A Riverboat's Demise

A Riverboat’s Demise

The lifespan of most riverboats was short. The swirling waters and strong currents in a river presented many dangers. Snags and other obstructions beneath the surface could easily punch a hole in a hull, sinking a boat. Weather could also play a factor. Fierce storms wreaked havoc and winter ice would routinely destroy steamboats.

Steamboat Accidents on the Western Rivers 1811-1851, taken from Steamboats on the Western Rivers, sourced from Cist’s Weekly Advertiser (Cincinnati), July 16, 1852

The natural world wasn’t the only danger. Packets were rarely inspected and with little governmental oversight, many became death traps. All were made of timber and powered by fire-heated boilers, deadly blazes and boiler explosions were common, and the loss of life and property could be catastrophic. Mark Twain’s younger brother Henry Clemens was killed in a boiler explosion on the steamer Pennsylvania in 1858, an event Twain details in Life on the Mississippi.


“A steamer came along, finally, and carried the unfortunates to Memphis, and there the most lavish assistance was at once forthcoming. By this time Henry was insensible. The physicians examined his injuries and saw that they were fatal, and naturally turned their main attention to patients who could be saved.”

—Mark Twain, Life on the Mississippi, Chapter 20, A Catastrophe


My current project, Coal Belly, is a sprawling weird-west fantasy adventure set on a planet crisscrossed by interlocking rivers. Riverboats are necessary and ubiquitous, and with their use comes the hazards of operation. A world of riverboats means a world of riverboat wrecks and having a working knowledge of their dangers went a long way toward adding a level of authenticity to my manuscript.

Those packets which survived weather, explosion, and accident rarely operated long. Most boats were worked hard and maintained poorly, and that it took its toll on their lifespan. While a well-maintained riverboat can last decades, most of the boats that operated in the late-1800s lasted between two to five years.

In the 1800s photographic equipment wasn't standard. In place of photographs, many riverboat disasters were depicted by drawings of etchings. Left to Right: Str. Robert E. Lee, 1882, Str. Benjamin Franklin, 1836, Str. Sultana, 1865.
Left to Right: Fire takes the Str. Robert E. Lee killing 21 in 1882, a boiler explosion on the Str. Benjamin Franklin, 1836, The Sultana disaster claimed 1192 lives (perhaps up to 1800) outside Memphis, Tennessee in 1865, it remains one of the worst maritime disasters in United States history.

In the 1800s photographic equipment wasn’t as commonplace as it is today, and most of it wasn’t quick enough to capture riverboat disasters as they happened. In place of photographs, many tragedies were depicted by drawings or etchings. You can see a few above.
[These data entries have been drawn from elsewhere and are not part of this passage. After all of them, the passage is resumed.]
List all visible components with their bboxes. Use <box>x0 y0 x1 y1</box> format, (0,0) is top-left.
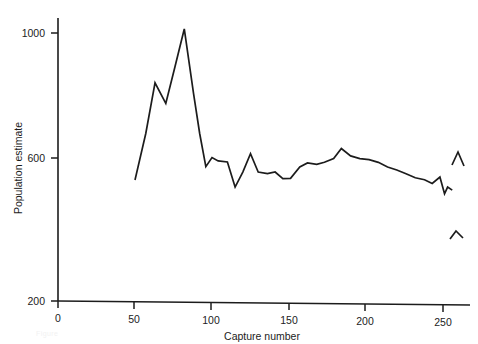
y-axis-title: Population estimate <box>12 122 24 214</box>
data-line-population-estimate <box>135 29 452 194</box>
x-tick-label-250: 250 <box>434 316 452 328</box>
x-tick-label-50: 50 <box>128 313 140 325</box>
y-tick-labels: 1000 600 200 <box>22 27 46 307</box>
x-tick-label-100: 100 <box>202 314 220 326</box>
figure-caption: Figure <box>36 330 58 337</box>
x-tick-label-0: 0 <box>55 312 61 324</box>
axes-group <box>51 18 470 312</box>
figure-container: 1000 600 200 0 50 100 150 200 250 Captur… <box>0 0 478 344</box>
artifact-marks-group <box>450 152 464 239</box>
x-tick-label-150: 150 <box>280 314 298 326</box>
population-estimate-line-chart: 1000 600 200 0 50 100 150 200 250 Captur… <box>0 0 478 344</box>
y-tick-label-200: 200 <box>27 295 45 307</box>
x-axis-line <box>58 301 470 305</box>
y-tick-label-600: 600 <box>27 152 45 164</box>
y-tick-label-1000: 1000 <box>22 27 46 39</box>
caret-lower <box>450 231 463 239</box>
data-series-group <box>135 29 452 194</box>
caret-upper <box>452 152 464 166</box>
x-axis-title: Capture number <box>224 330 300 342</box>
x-tick-labels: 0 50 100 150 200 250 <box>55 312 452 328</box>
x-tick-label-200: 200 <box>356 315 374 327</box>
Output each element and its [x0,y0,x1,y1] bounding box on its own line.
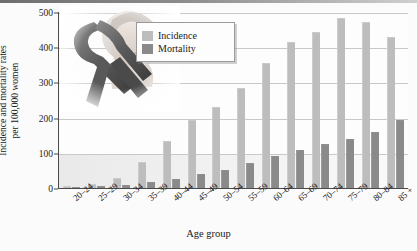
bar-group [258,12,283,188]
bar-mortality-6064 [271,156,279,188]
legend-item-incidence: Incidence [142,30,228,41]
y-tick-label-0: 0 [48,184,53,194]
bar-incidence-85 [387,37,395,188]
bar-mortality-8084 [371,132,379,188]
x-axis-title: Age group [0,228,417,239]
bar-incidence-2024 [63,186,71,188]
x-tick-label: 85 + [384,190,409,230]
x-tick-label: 80–84 [359,190,384,230]
bar-incidence-7074 [312,32,320,188]
bar-mortality-4044 [172,179,180,188]
bar-group [233,12,258,188]
bar-group [358,12,383,188]
bar-incidence-6064 [262,63,270,188]
bar-group [333,12,358,188]
bar-mortality-7579 [346,139,354,188]
bar-incidence-5054 [212,107,220,188]
bar-group [383,12,408,188]
x-tick-label: 40–44 [159,190,184,230]
bar-group [109,12,134,188]
y-tick-label-100: 100 [39,149,53,159]
bar-group [84,12,109,188]
y-tick-label-300: 300 [39,78,53,88]
legend-label-incidence: Incidence [158,30,197,41]
bar-mortality-4549 [197,174,205,188]
bar-incidence-6569 [287,42,295,188]
bar-mortality-3539 [147,182,155,188]
y-tick-label-500: 500 [39,8,53,18]
y-axis-title-line2: per 100,000 women [9,12,21,189]
x-tick-label: 75–79 [334,190,359,230]
legend-swatch-incidence [142,31,153,41]
x-tick-label: 30–34 [109,190,134,230]
x-tick-label: 35–39 [134,190,159,230]
x-tick-label: 50–54 [209,190,234,230]
legend-swatch-mortality [142,44,153,54]
x-axis-tick-labels: 20–2425–2930–3435–3940–4445–4950–5455–59… [59,190,409,230]
x-tick-label: 70–74 [309,190,334,230]
y-axis-title: Incidence and mortality rates per 100,00… [4,12,30,189]
bar-mortality-5054 [221,170,229,188]
x-tick-label: 60–64 [259,190,284,230]
bar-incidence-4549 [188,120,196,188]
x-tick-label: 65–69 [284,190,309,230]
bar-group [308,12,333,188]
y-tick-label-400: 400 [39,43,53,53]
x-tick-label: 45–49 [184,190,209,230]
x-tick-label: 25–29 [84,190,109,230]
x-tick-label: 55–59 [234,190,259,230]
bar-mortality-5559 [246,163,254,188]
y-axis-title-line1: Incidence and mortality rates [0,12,9,189]
top-rule-divider [0,0,417,3]
bar-group [283,12,308,188]
bar-mortality-6569 [296,150,304,188]
bar-incidence-7579 [337,18,345,188]
bar-mortality-85 [396,120,404,188]
bar-incidence-8084 [362,22,370,188]
bar-mortality-7074 [321,144,329,188]
y-tick-label-200: 200 [39,114,53,124]
legend-item-mortality: Mortality [142,43,228,54]
bar-group [59,12,84,188]
legend-label-mortality: Mortality [158,43,196,54]
bar-incidence-5559 [237,88,245,188]
chart-legend: Incidence Mortality [136,22,235,62]
x-tick-label: 20–24 [59,190,84,230]
chart-figure: Incidence and mortality rates per 100,00… [0,0,417,251]
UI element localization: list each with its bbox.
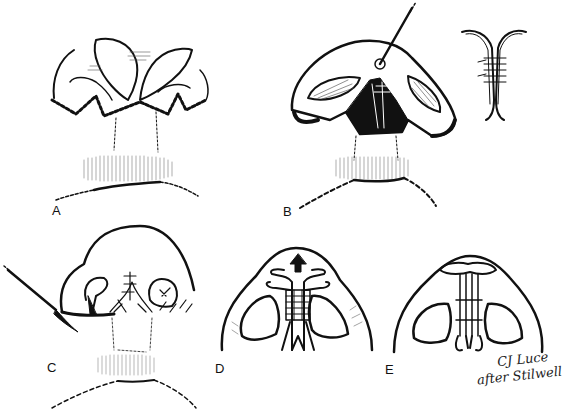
panel-label-a: A <box>52 203 61 218</box>
panel-label-b: B <box>283 204 292 219</box>
panel-label-c: C <box>47 360 56 375</box>
panel-e-drawing <box>394 256 542 352</box>
panel-label-e: E <box>385 362 394 377</box>
panel-b-drawing <box>292 2 526 208</box>
panel-b-inset <box>462 31 526 120</box>
panel-a-drawing <box>52 39 208 200</box>
panel-c-drawing <box>4 226 196 408</box>
panel-d-drawing <box>222 248 372 350</box>
panel-label-d: D <box>215 361 224 376</box>
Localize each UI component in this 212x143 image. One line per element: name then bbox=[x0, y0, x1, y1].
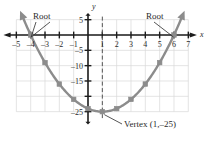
parabola-graph: –5–4–3–2–112345675–5–10–15–25 x y Root R… bbox=[0, 0, 212, 143]
data-point-marker bbox=[143, 82, 148, 87]
root-right-label: Root bbox=[146, 11, 164, 21]
data-point-marker bbox=[86, 106, 91, 111]
x-tick-label: –5 bbox=[11, 40, 20, 49]
figure-canvas: –5–4–3–2–112345675–5–10–15–25 x y Root R… bbox=[0, 0, 212, 143]
x-tick-label: –4 bbox=[26, 40, 35, 49]
y-tick-label: –15 bbox=[70, 77, 83, 86]
data-point-marker bbox=[157, 60, 162, 65]
vertex-label: Vertex (1,–25) bbox=[124, 119, 176, 129]
x-tick-label: 5 bbox=[158, 40, 162, 49]
x-tick-label: 1 bbox=[100, 40, 104, 49]
root-left-label: Root bbox=[33, 11, 51, 21]
data-point-marker bbox=[43, 60, 48, 65]
y-tick-label: 5 bbox=[79, 16, 83, 25]
x-tick-label: 2 bbox=[115, 40, 119, 49]
x-tick-label: 4 bbox=[143, 40, 147, 49]
x-tick-label: 6 bbox=[172, 40, 176, 49]
x-axis-label: x bbox=[199, 30, 204, 39]
x-tick-label: 3 bbox=[129, 40, 133, 49]
x-tick-label: –2 bbox=[54, 40, 63, 49]
y-tick-label: –10 bbox=[70, 62, 83, 71]
axis-tick-labels: –5–4–3–2–112345675–5–10–15–25 bbox=[11, 16, 190, 117]
y-tick-label: –5 bbox=[74, 46, 83, 55]
x-tick-label: –3 bbox=[40, 40, 49, 49]
data-point-marker bbox=[114, 106, 119, 111]
axes bbox=[3, 13, 196, 125]
data-point-marker bbox=[129, 97, 134, 102]
x-tick-label: 7 bbox=[186, 40, 190, 49]
data-point-marker bbox=[71, 97, 76, 102]
data-point-marker bbox=[57, 82, 62, 87]
y-tick-label: –25 bbox=[70, 108, 83, 117]
y-axis-label: y bbox=[91, 2, 96, 11]
data-point-marker bbox=[100, 109, 105, 114]
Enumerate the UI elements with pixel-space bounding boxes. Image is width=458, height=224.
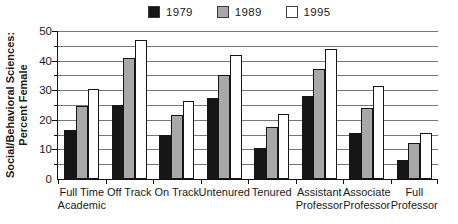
bar-1989 — [313, 69, 325, 179]
y-tick-minor — [54, 135, 57, 136]
x-tick — [201, 179, 202, 184]
legend-swatch-1989-icon — [217, 6, 229, 18]
bar-1995 — [183, 101, 195, 179]
bar-1989 — [171, 115, 183, 179]
legend-label: 1979 — [166, 6, 193, 18]
bar-1989 — [123, 58, 135, 179]
bar-1979 — [112, 105, 124, 179]
gridline — [58, 61, 438, 62]
y-tick-label: 30 — [32, 84, 52, 96]
x-tick — [153, 179, 154, 184]
bar-1979 — [207, 98, 219, 179]
y-axis-title-line1: Social/Behavioral Sciences: — [4, 32, 16, 178]
y-tick-label: 40 — [32, 55, 52, 67]
bar-1979 — [64, 130, 76, 179]
bar-chart-figure: 1979 1989 1995 Social/Behavioral Science… — [0, 0, 458, 224]
bar-1989 — [218, 75, 230, 179]
bar-1995 — [373, 86, 385, 179]
y-tick-major — [52, 61, 57, 62]
bar-1979 — [254, 148, 266, 179]
x-tick — [58, 179, 59, 184]
y-axis-title: Social/Behavioral Sciences:Percent Femal… — [4, 30, 30, 180]
y-tick-major — [52, 120, 57, 121]
bar-1989 — [361, 108, 373, 179]
x-tick — [248, 179, 249, 184]
x-tick — [343, 179, 344, 184]
gridline — [58, 46, 438, 47]
bar-1979 — [159, 135, 171, 179]
legend-label: 1995 — [304, 6, 331, 18]
bar-1995 — [325, 49, 337, 179]
bar-1989 — [76, 106, 88, 179]
bar-1979 — [349, 133, 361, 179]
legend-item-1995: 1995 — [286, 6, 331, 18]
x-tick — [296, 179, 297, 184]
x-tick — [106, 179, 107, 184]
y-tick-minor — [54, 105, 57, 106]
bar-1989 — [266, 127, 278, 179]
y-tick-label: 10 — [32, 143, 52, 155]
bar-1989 — [408, 143, 420, 179]
y-tick-major — [52, 90, 57, 91]
legend-label: 1989 — [235, 6, 262, 18]
legend-item-1989: 1989 — [217, 6, 262, 18]
x-category-label: Full Professor — [381, 186, 447, 211]
bar-1979 — [397, 160, 409, 179]
bar-1995 — [420, 133, 432, 179]
chart-legend: 1979 1989 1995 — [148, 6, 330, 18]
legend-swatch-1995-icon — [286, 6, 298, 18]
legend-item-1979: 1979 — [148, 6, 193, 18]
y-tick-minor — [54, 164, 57, 165]
x-tick — [437, 179, 438, 184]
y-tick-minor — [54, 46, 57, 47]
y-tick-label: 50 — [32, 25, 52, 37]
y-tick-label: 0 — [32, 173, 52, 185]
bar-1995 — [135, 40, 147, 179]
bar-1995 — [230, 55, 242, 179]
gridline — [58, 75, 438, 76]
bar-1995 — [88, 89, 100, 179]
legend-swatch-1979-icon — [148, 6, 160, 18]
bar-1995 — [278, 114, 290, 179]
x-tick — [391, 179, 392, 184]
y-axis-title-line2: Percent Female — [17, 64, 29, 145]
y-tick-label: 20 — [32, 114, 52, 126]
y-tick-major — [52, 149, 57, 150]
bar-1979 — [302, 96, 314, 179]
y-tick-minor — [54, 75, 57, 76]
gridline — [58, 31, 438, 32]
plot-area: 01020304050Full Time AcademicOff TrackOn… — [57, 31, 438, 180]
y-tick-major — [52, 31, 57, 32]
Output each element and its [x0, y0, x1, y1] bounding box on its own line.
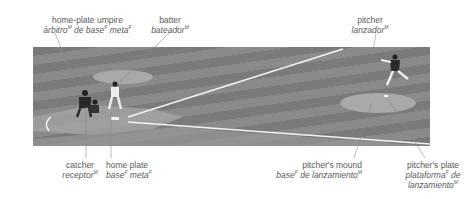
label-home-plate-umpire: home-plate umpire árbitroM de baseF meta…: [35, 15, 140, 35]
label-batter: batter bateadorM: [145, 15, 195, 35]
label-home-plate: home plate baseF metaF: [106, 160, 161, 180]
field-illustration: [33, 47, 430, 146]
baseball-field-photo: [33, 47, 430, 146]
label-pitchers-plate: pitcher's plate plataformaF de lanzamien…: [398, 160, 468, 190]
label-pitchers-mound: pitcher's mound baseF de lanzamientoM: [270, 160, 362, 180]
label-pitcher: pitcher lanzadorM: [345, 15, 395, 35]
label-catcher: catcher receptorM: [55, 160, 105, 180]
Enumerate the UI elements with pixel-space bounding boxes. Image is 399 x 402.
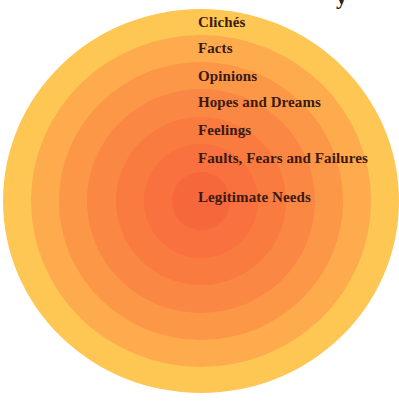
label-facts: Facts xyxy=(198,41,233,56)
label-cliches: Clichés xyxy=(198,15,245,30)
label-feelings: Feelings xyxy=(198,123,251,138)
ring-labels: Clichés Facts Opinions Hopes and Dreams … xyxy=(0,0,399,402)
label-faults-fears-failures: Faults, Fears and Failures xyxy=(198,151,368,166)
label-opinions: Opinions xyxy=(198,69,257,84)
label-hopes-and-dreams: Hopes and Dreams xyxy=(198,95,321,110)
label-legitimate-needs: Legitimate Needs xyxy=(198,190,311,205)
Photographers, however, did manage to capture images of wrecked boats after they had been damaged, sunk, or destroyed. I’ve assembled a gallery below, you can click on any image to view it larger.


The pictures above have been collected over the last five years, so I am unsure where they all come (usually the Library of Congress.) But, they’re all old enough to be in the public domain. In some cases, I did some minor color correction and cropping. I’m happy to answer any questions folks have about any of these images or riverboats in general. (Sometimes it gives me a good excuse to research something.) You can send me an email or leave a comment below. I love comments.

A Riverboat’s Demise is the latest in my series of posts sharing my research for Coal Belly. You can check out the other riverboat-related posts with the links below.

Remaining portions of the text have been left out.